Visitors can check out the Forum FAQ by clicking this link. You have to register before you can post: click the REGISTER link above to proceed. To start viewing messages, select the forum that you want to visit from the selection below. View our Forum Privacy Policy.
Want to receive the latest contracting news and advice straight to your inbox? Sign up to the ContractorUK newsletter here. Every sign up will also be entered into a draw to WIN £100 Amazon vouchers!
Last game of the season, apparently. Not sure if that means as much as it used to; I'm sure they find some way to make money off it even during the close season
well, they're not too fond of angles, them taffies
Bloody immigrants, coming here and stealing our country. .
Tea/dinner this evening was another Ginster's Cornish Pasty with Heinz baked beans on Morrisons thick cut seeded toast.
It was nice enough, followed by a rhubarb yoghurt and a couple of mugs of tea (Glengettie of course).
Those mushrooms ain't doing their job since I had to get up & look at the pot to remember wtf it was.
In other other news, the Next Door Neighbour finally managed to bestir himself and we assembled the Briggs & Stratton Lawn mower and he mowed the lawn.
For which tender mercy, much thanks.
'Twas, of course, my oil (an ancient "free" 500ml of GTX2) and petrol (out of a 10 litre petrol can that had been festering in the boot of one or other car for 10 years or more.
For some reason unleaded is required which is just as well considering that the only leaded stuff these days is avgas.
I wonder how old that GTX2 is, must be 30 years or more.
It was the only oil I could reach in what passes for my garage, the remainder being unreachable due to piles of junk, some of which isn't mine.
And having sorted the mower, I'm feeling a bit happier* now.
In other other news, the Next Door Neighbour finally managed to bestir himself and we assembled the Briggs & Stratton Lawn mower and he mowed the lawn.
For which tender mercy, much thanks.
<snip>
And having sorted the mower, I'm feeling a bit happier* now.
*Relatively speaking
I've just stashed the last remaining loose books (i.e. ones now unshelved due to the disposal of the two ancient bookcases the other day) in a couple of plastic crates purchased for that purpose (about a year ago…) and started sorting through a pile of magazines. All the late '90s-early '00s copies of PC Pro and PC Magazine are going, as I don't really need reviews of the first Pentium 2 desktop PCs, a tutorial on how to use a £299 software library to resize images on the web server, or programming tips for .NET Framework version 1
And the old New Scientists and Scientific Americans can go too. There aren't even sets of them, as I tended just to pick them up while queuing for the till at Borders if the cover art looked nice or whatever.
One copy of DDJ is going to have to go as the mice somehow managed to inflict urine contamination on the front edge, but the others I've found so far are OK. They can stay, as they tend to cover fundamental stuff rather than passing fancies; also, they're only about 3mm thick rather than 3cm
Many years since I've seen that; it was a good one, as I recall
I drove past Arthur Mullard's former local, the Hen & Chickens at Highbury Corner, the other weekend - my brother used to live up the road in the 1980s, which is how I know that's what it was.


EXERCISE AIM:
Output the entries as they appear, skipping images.

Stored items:
Segment Open

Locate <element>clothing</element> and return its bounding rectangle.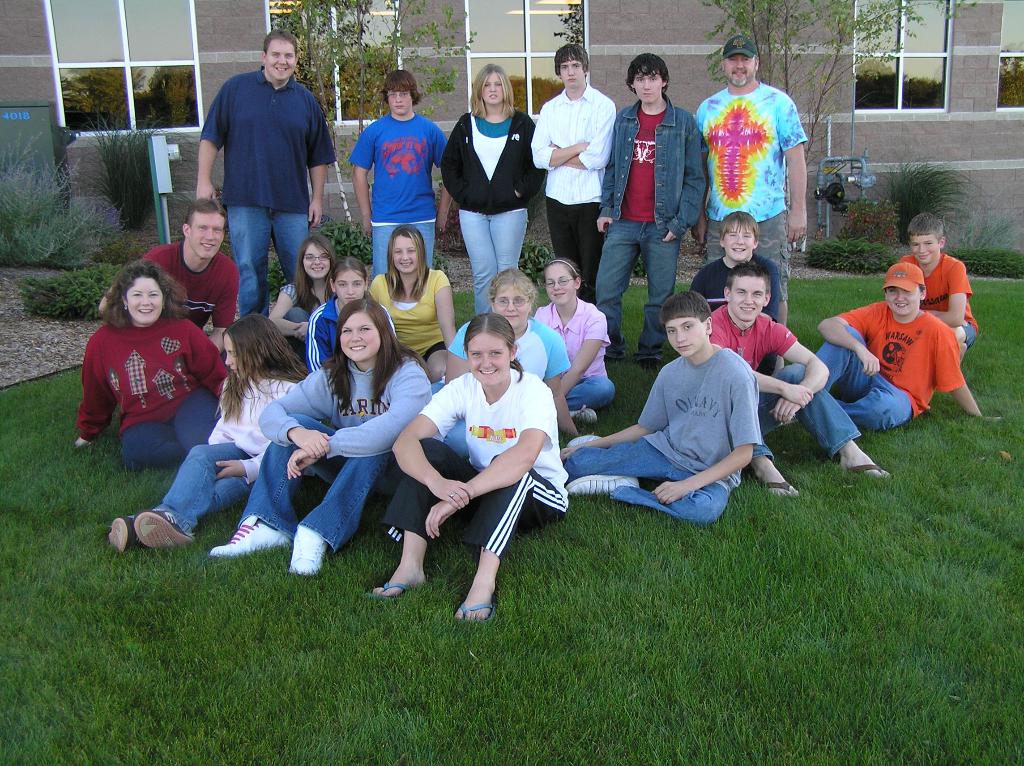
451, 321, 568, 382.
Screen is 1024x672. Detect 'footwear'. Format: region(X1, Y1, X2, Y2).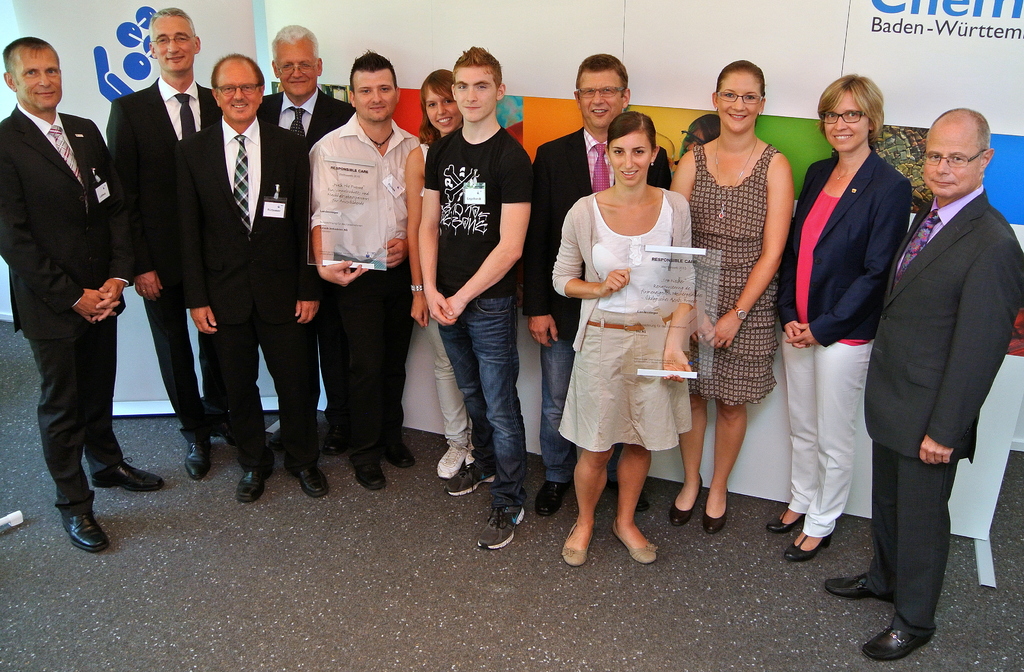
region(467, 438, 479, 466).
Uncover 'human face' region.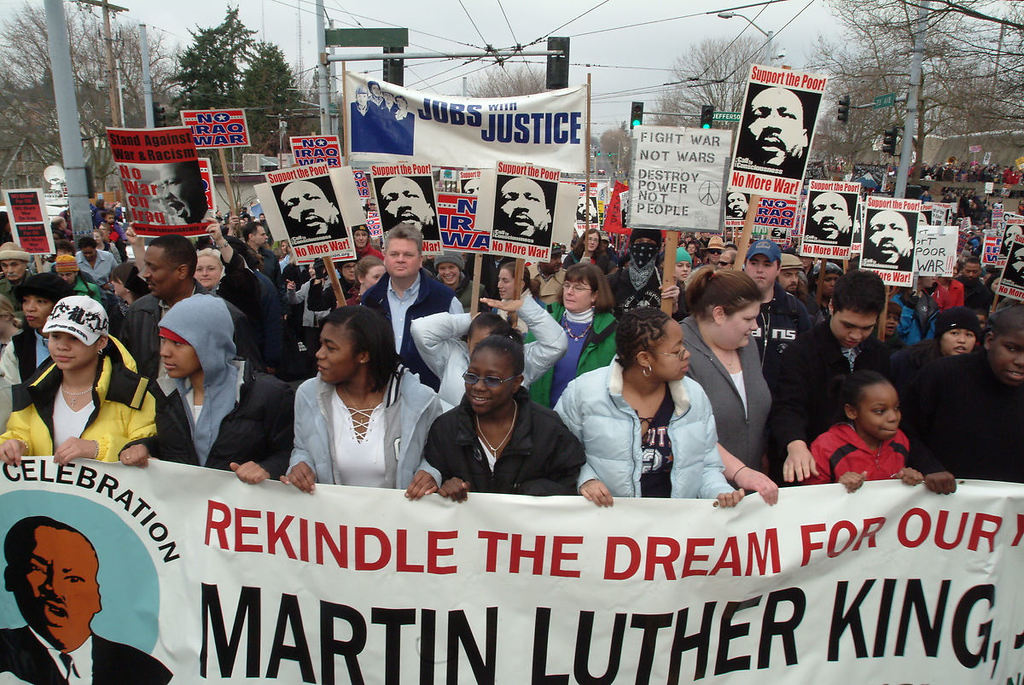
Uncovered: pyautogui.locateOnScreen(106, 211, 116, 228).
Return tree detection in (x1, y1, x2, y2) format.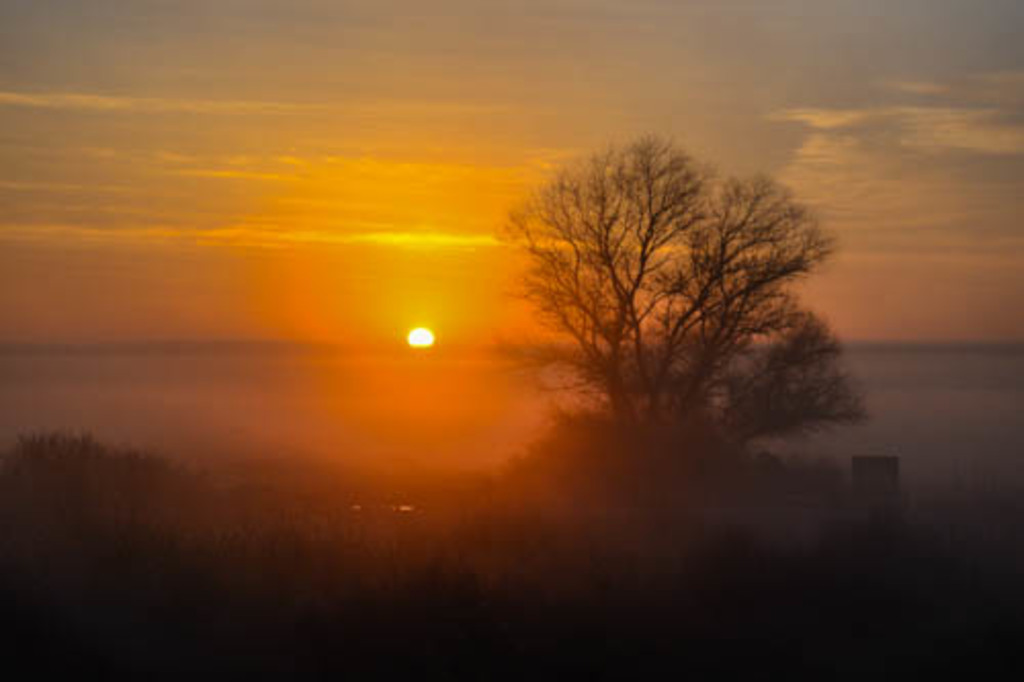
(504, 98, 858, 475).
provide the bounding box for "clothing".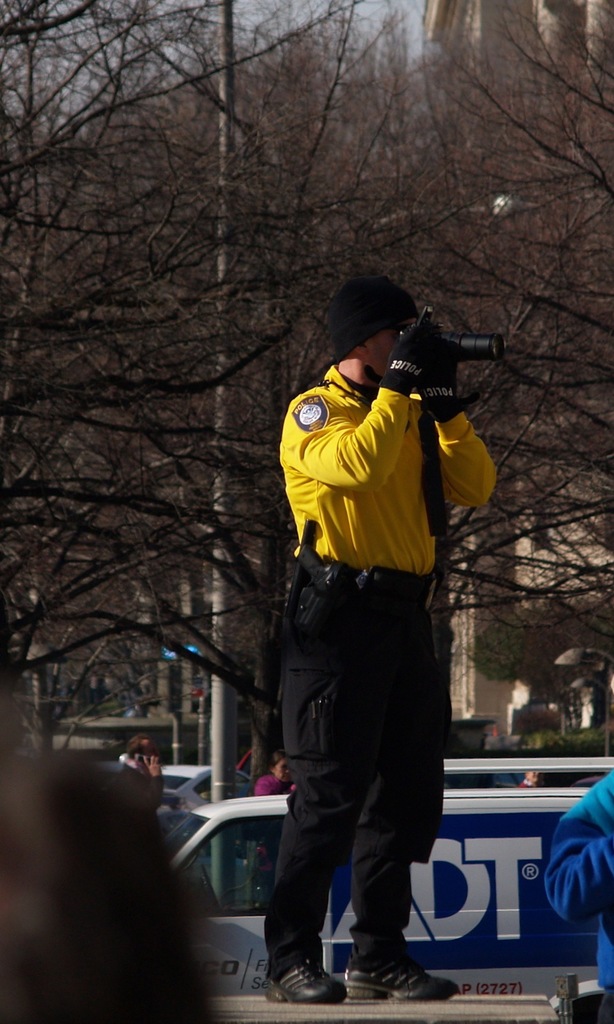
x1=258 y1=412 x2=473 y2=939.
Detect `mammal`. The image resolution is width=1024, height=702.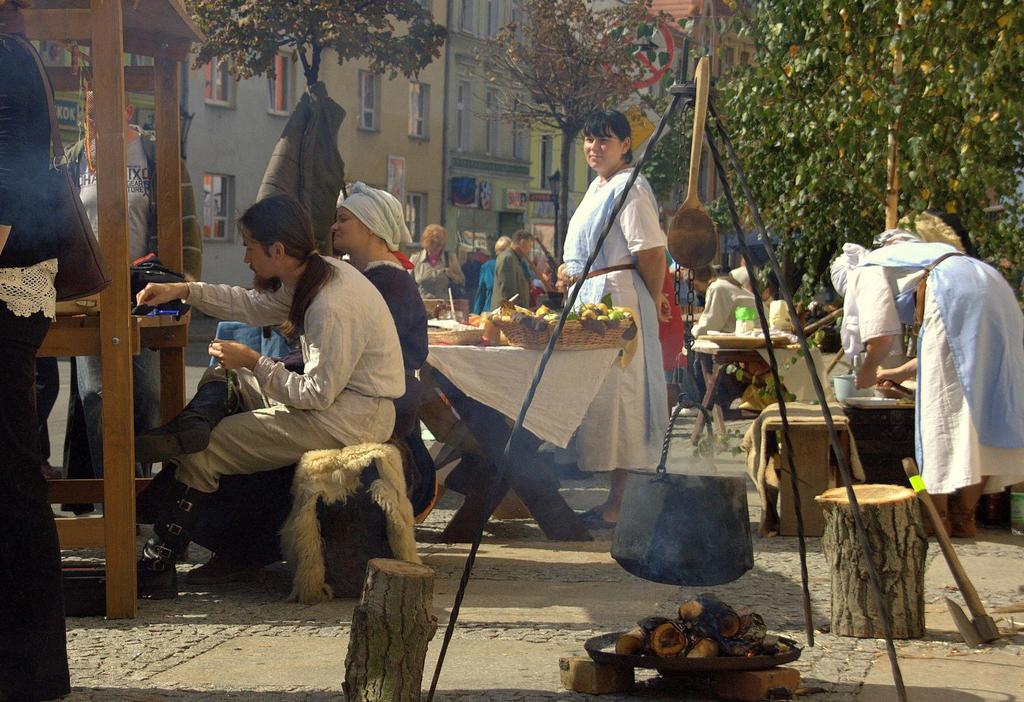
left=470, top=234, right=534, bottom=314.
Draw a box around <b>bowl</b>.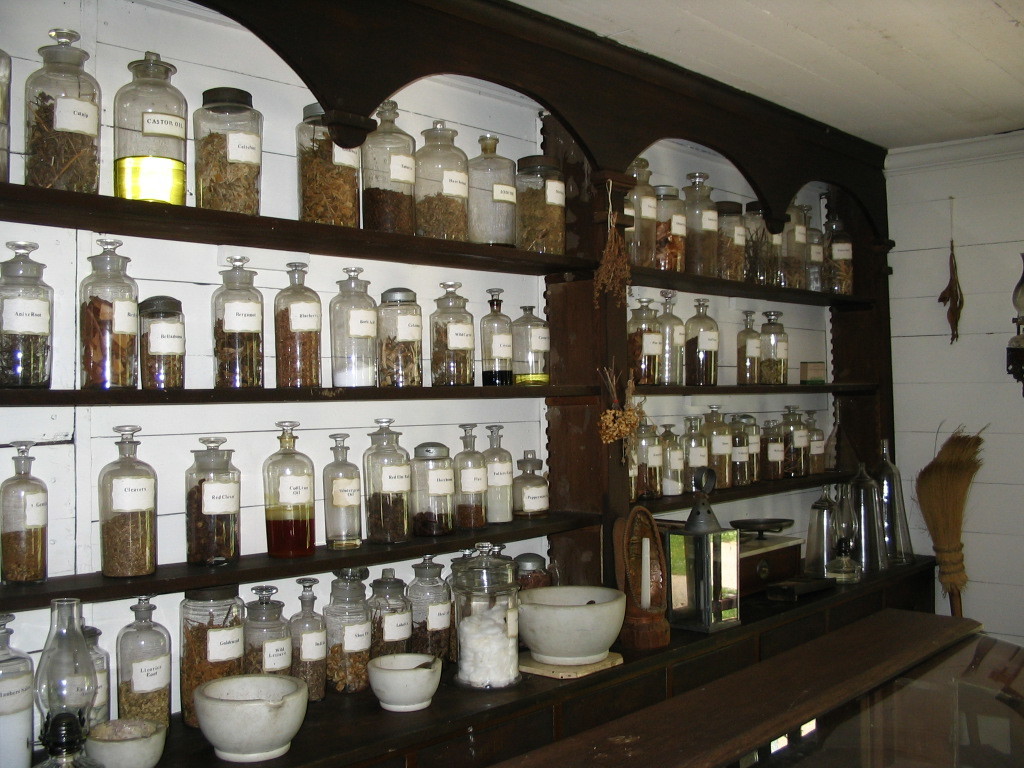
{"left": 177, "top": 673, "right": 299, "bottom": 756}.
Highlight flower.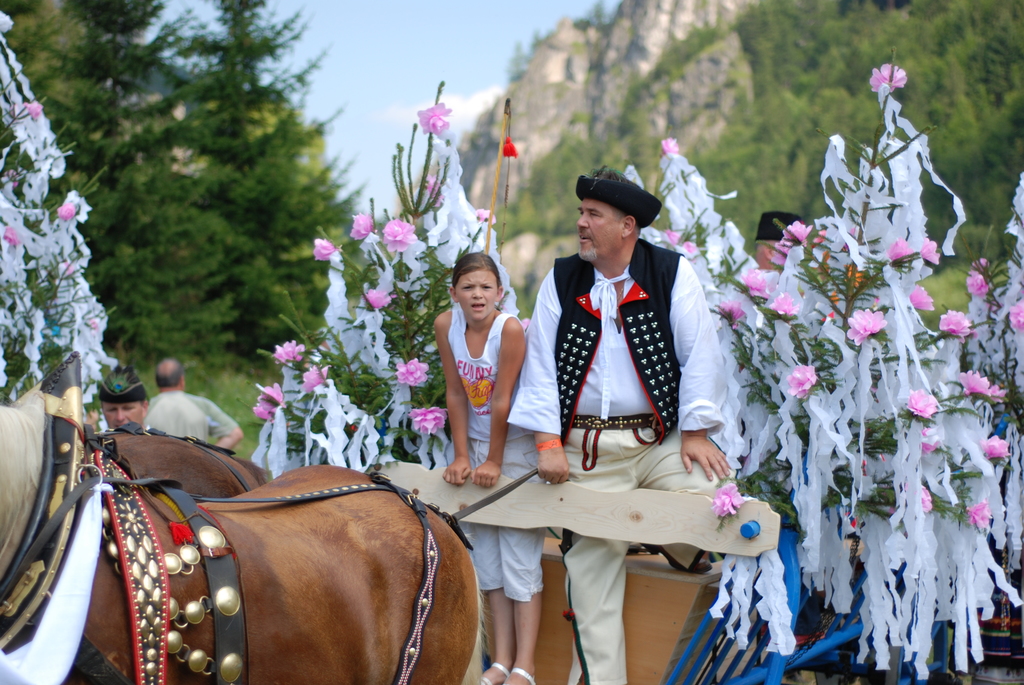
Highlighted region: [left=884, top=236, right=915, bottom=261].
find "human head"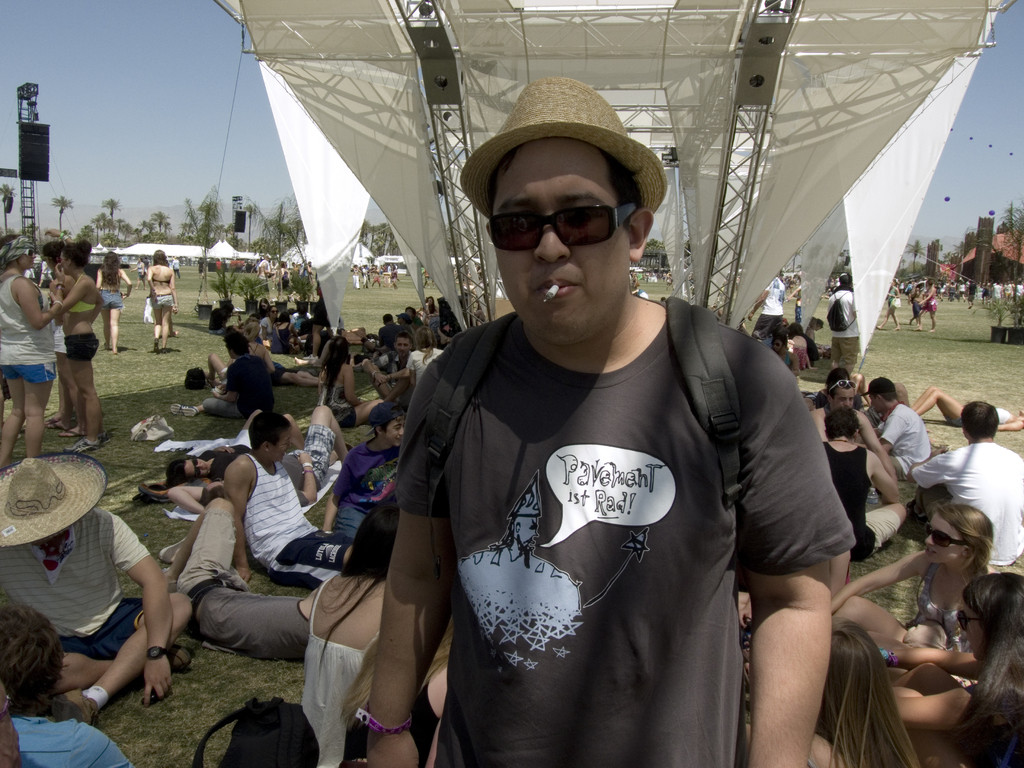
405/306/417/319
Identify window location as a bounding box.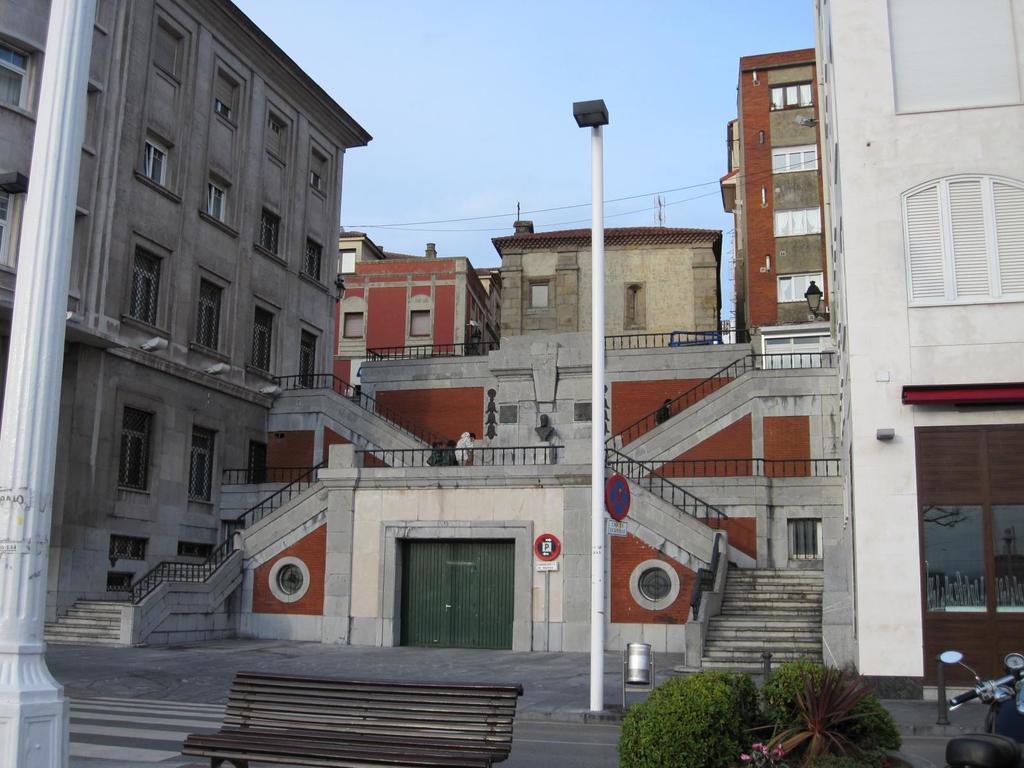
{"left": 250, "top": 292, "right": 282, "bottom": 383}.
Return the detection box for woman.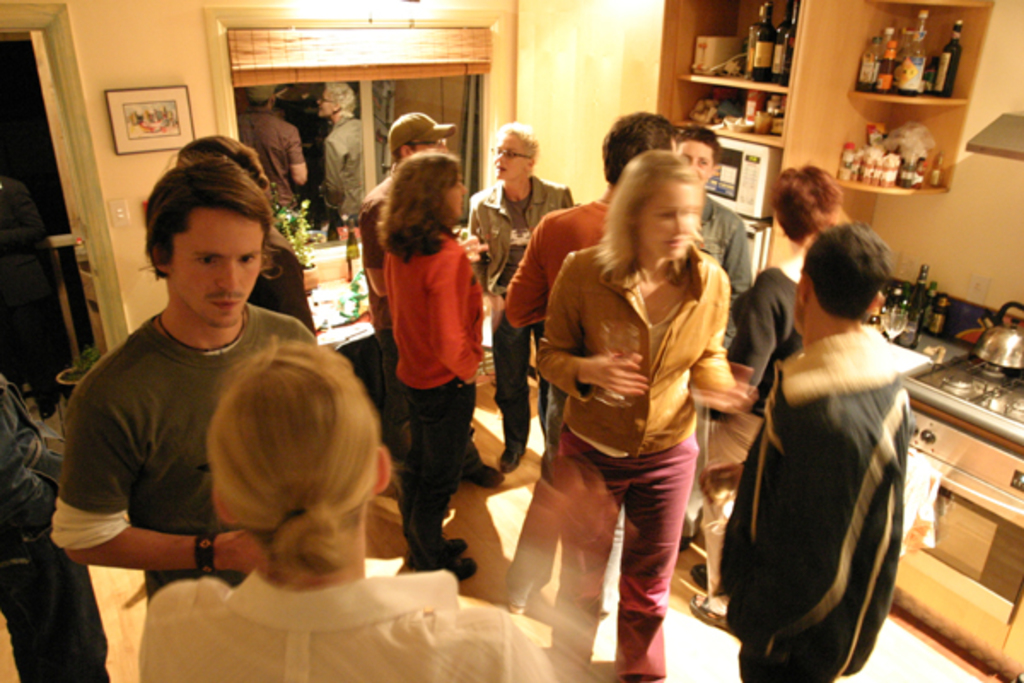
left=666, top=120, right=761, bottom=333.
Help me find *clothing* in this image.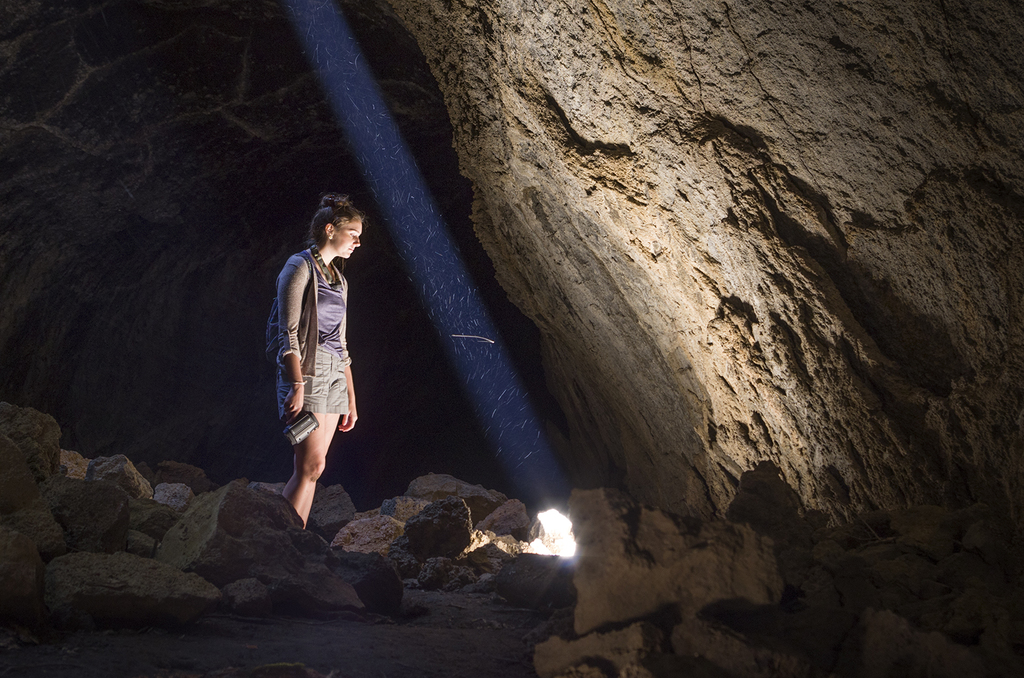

Segment Closed

SOLVED PROBLEM:
Locate <element>clothing</element> and return its bounding rectangle.
451, 321, 568, 382.
Screen is 1024x672. Detect 'footwear'. Format: region(X1, Y1, X2, Y2).
region(467, 438, 479, 466).
Uncover 'human face' region.
Uncovered: pyautogui.locateOnScreen(106, 211, 116, 228).
Return tree detection in (x1, y1, x2, y2) format.
(504, 98, 858, 475).
provide the bounding box for "clothing".
x1=258 y1=412 x2=473 y2=939.
Detect `mammal`. The image resolution is width=1024, height=702.
left=470, top=234, right=534, bottom=314.
Draw a box around <b>bowl</b>.
{"left": 177, "top": 673, "right": 299, "bottom": 756}.
Highlight flower.
Highlighted region: [left=884, top=236, right=915, bottom=261].
find "human head"
405/306/417/319
Identify window location as a bounding box.
{"left": 250, "top": 292, "right": 282, "bottom": 383}.
Return the detection box for woman.
left=666, top=120, right=761, bottom=333.
Help me find *clothing* in this image.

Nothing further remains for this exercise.